» EXERCISE DETAILS
Print, exactly as written, the line in the entries below that contains "The height and" and every line after it up to and including the last. Omit pictures.

» RECORDED DATA
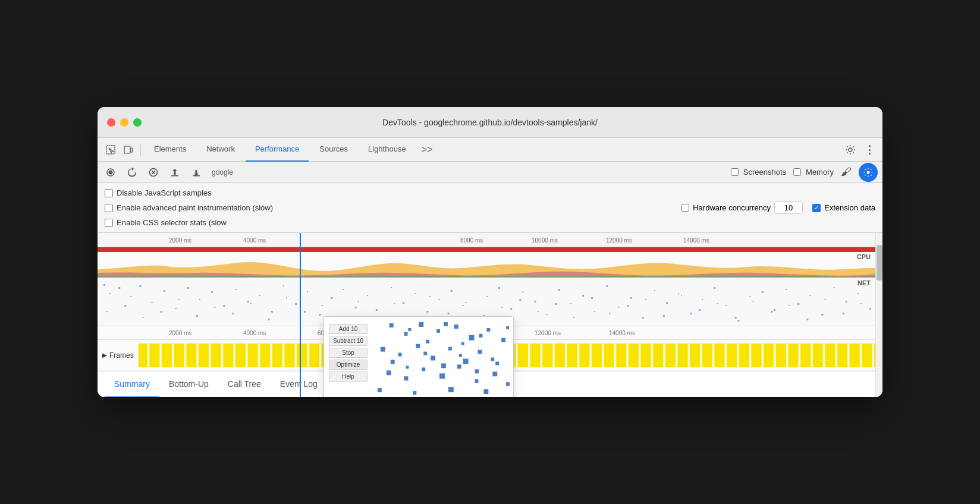 The width and height of the screenshot is (980, 504). I want to click on frames-chevron: ▶, so click(105, 355).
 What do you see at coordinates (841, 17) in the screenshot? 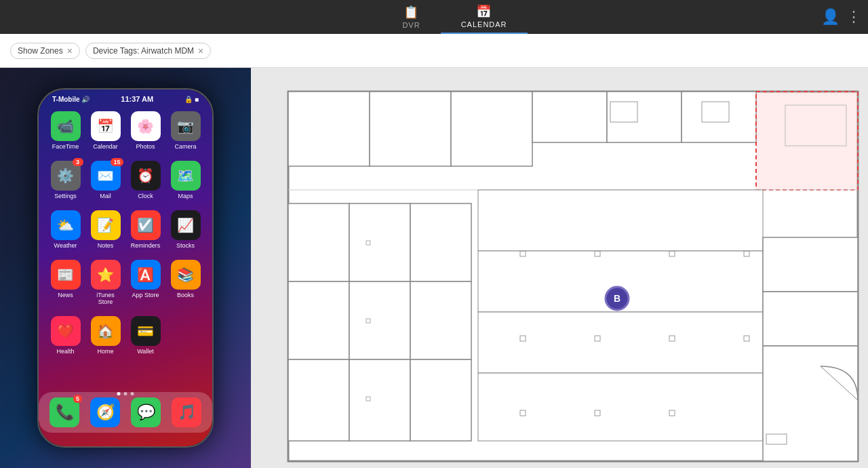
I see `nav-right-actions: 👤 ⋮` at bounding box center [841, 17].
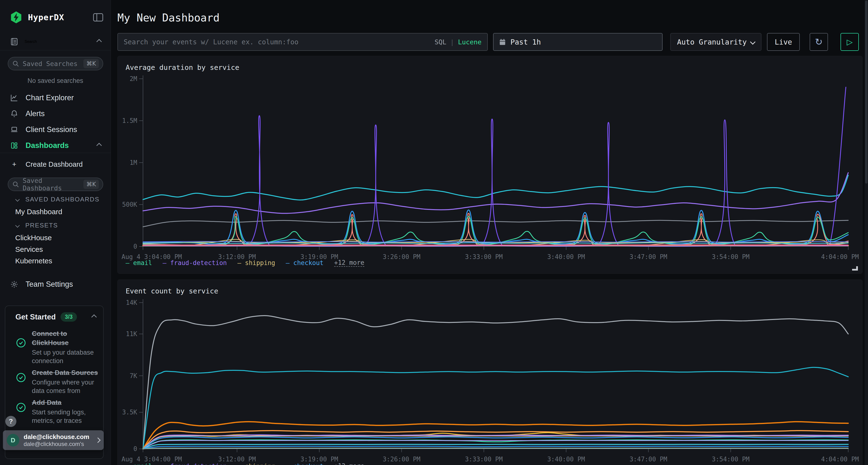 The image size is (868, 465). Describe the element at coordinates (55, 184) in the screenshot. I see `saved-dashboards-input: Saved Dashboards ⌘K` at that location.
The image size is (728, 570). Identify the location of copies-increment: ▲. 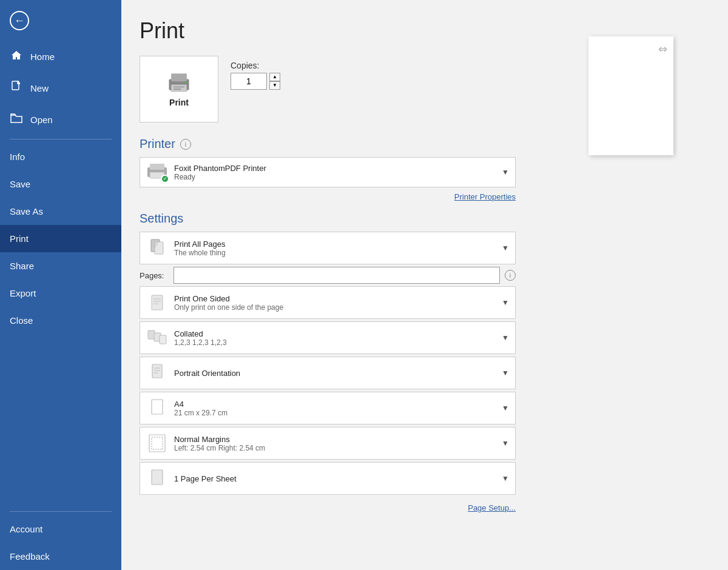
(275, 77).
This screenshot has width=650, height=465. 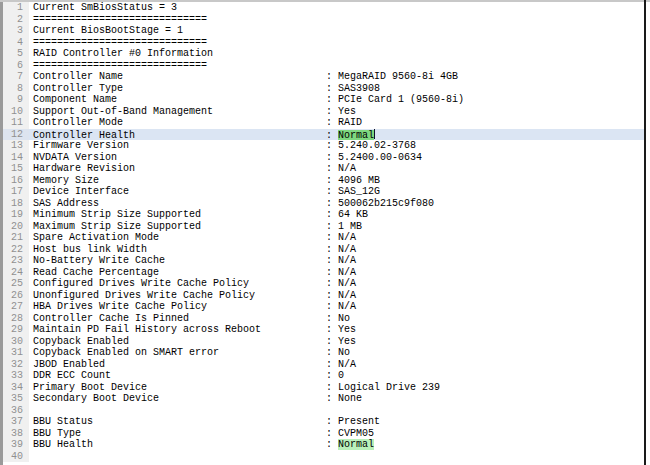 I want to click on line-number: 25, so click(x=16, y=284).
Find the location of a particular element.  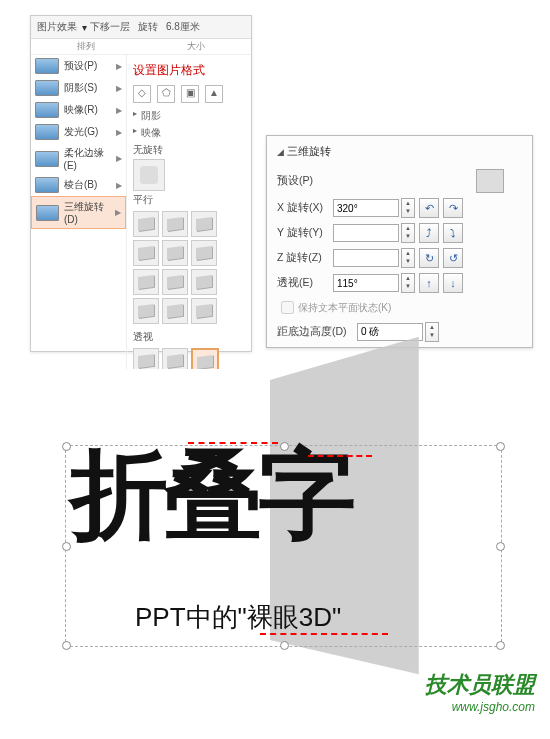

send-backward-button: 下移一层 is located at coordinates (110, 27).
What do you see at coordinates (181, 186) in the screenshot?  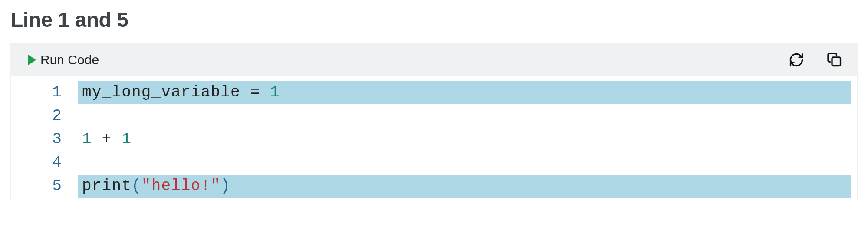 I see `token-string: "hello!"` at bounding box center [181, 186].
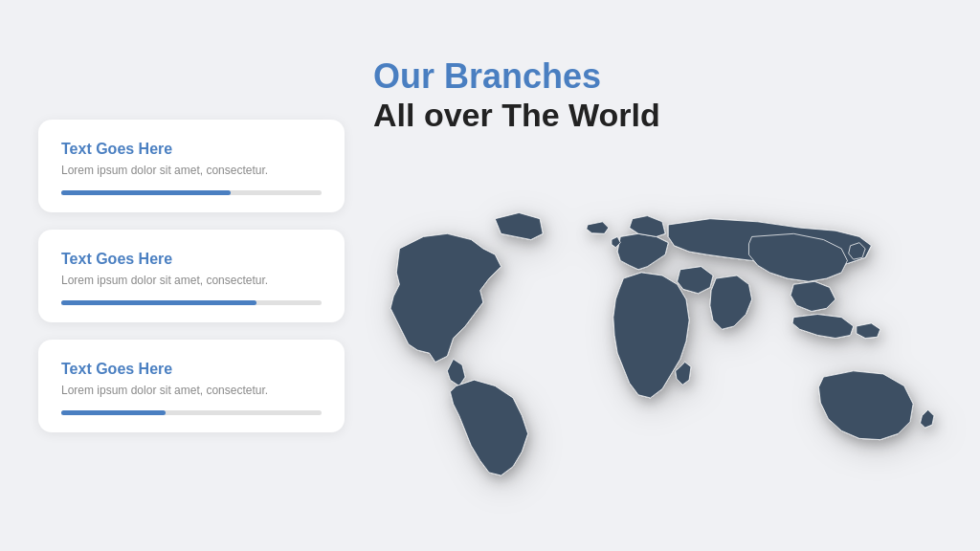 This screenshot has height=551, width=980. Describe the element at coordinates (191, 170) in the screenshot. I see `card-1-body: Lorem ipsum dolor sit amet, consectetur.` at that location.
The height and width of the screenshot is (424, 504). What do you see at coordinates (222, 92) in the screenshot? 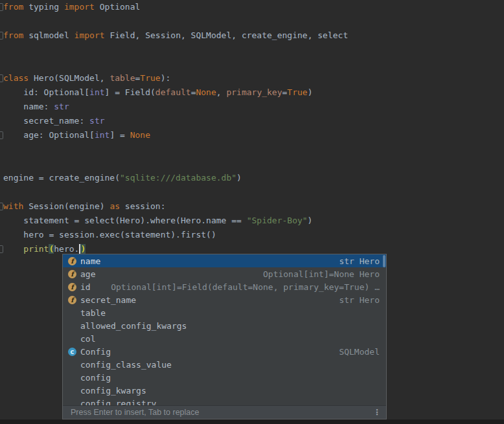
I see `code-token: ,` at bounding box center [222, 92].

» WRITTEN REPLY
The height and width of the screenshot is (424, 504). What do you see at coordinates (222, 92) in the screenshot? 
I see `code-token: ,` at bounding box center [222, 92].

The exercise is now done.